Green Energy

37 year high in New Zealand. 85% of Electricity Production from Renewables

According to the data provided by the government, favourable conditions for hydro and wind generation saw New Zealand’s electricity share from renewables reach 85% of its total energy mix in the second quarter of the year. That is the highest share for the period ever, in which winter demand usually increases the demand for coal and gas based generation, in 37 years, per the Ministry of Business, Innovation and Employment.

In the same period, generation from non-renewable sources fell by 27% year-on-year.

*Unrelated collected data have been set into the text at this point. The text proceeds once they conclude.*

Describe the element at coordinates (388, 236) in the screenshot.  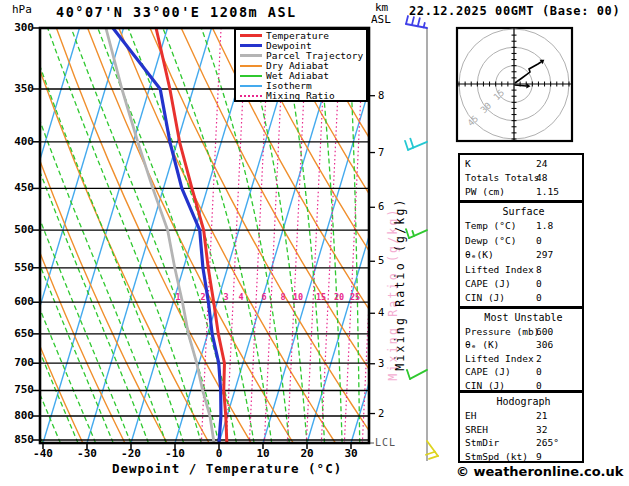
I see `mixing-ratio-line` at that location.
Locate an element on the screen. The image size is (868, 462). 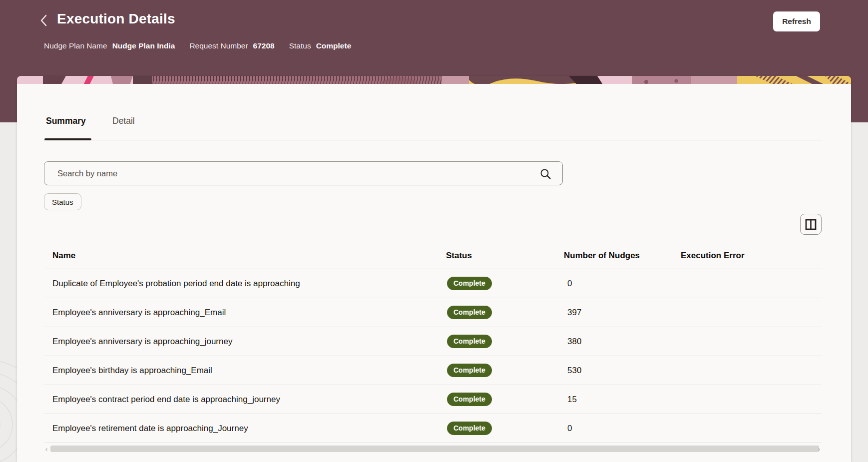
table-row: Employee's retirement date is approachin… is located at coordinates (433, 429).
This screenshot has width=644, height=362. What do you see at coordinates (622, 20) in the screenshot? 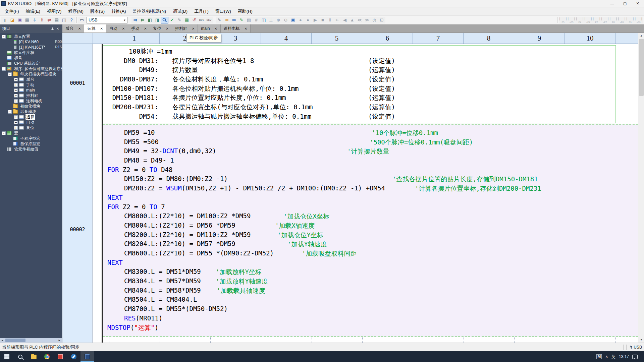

Despite no new capacity being added in the country’s energy mix since the 6.8MW Flat Hill wind farm was commissioned in 2015, wind generated 560GWh of energy in the quarter, an increase by 12% year-on-year, and 24.1% quarter-on-quarter.

Hydro (6,843GWh) produced more power than any other source in the second quarter of the year, the most since the third quarter of 2016 and nearly 13 percent more than the second quarter last year, ahead of geothermal (1,841GWh), gas (1,340GWh), and then wind (560GWh).

New Zealand has a target to achieve 90 percent renewable power generation by 2025 and has suggested going to 100 percent renewable by 2035. James Hogan, the MBIE’s manager of energy and building trends, said renewables’ higher share came despite national electricity demand being unchanged for the quarter compared to the same period last year.

“The quarter also coincided with New Zealand Refining’s planned maintenance shutdown at the Marsden Point refinery and a reduction in output from the Pohokura gas field. As a result, there were significantly higher imports of refined fuels and a 35 per cent decline in crude oil imports over the period while gas supply was down 17 per cent on the June 2017 quarter,” Hogan said as he pointed out the success of the planned shutdown of the Marsden Point oil refinery and a reduction in output from the Pohokura gas field.

Read: Why these stories from France, Australia, Germany, California and the UN matter.

Ayush Verma

Ayush is a correspondent at iamrenew.com and writes on renewable energy and sustainability. As an engineering graduate trying to find his niche in the energy journalism segment, he also works as a staff writer for saurenergy.com.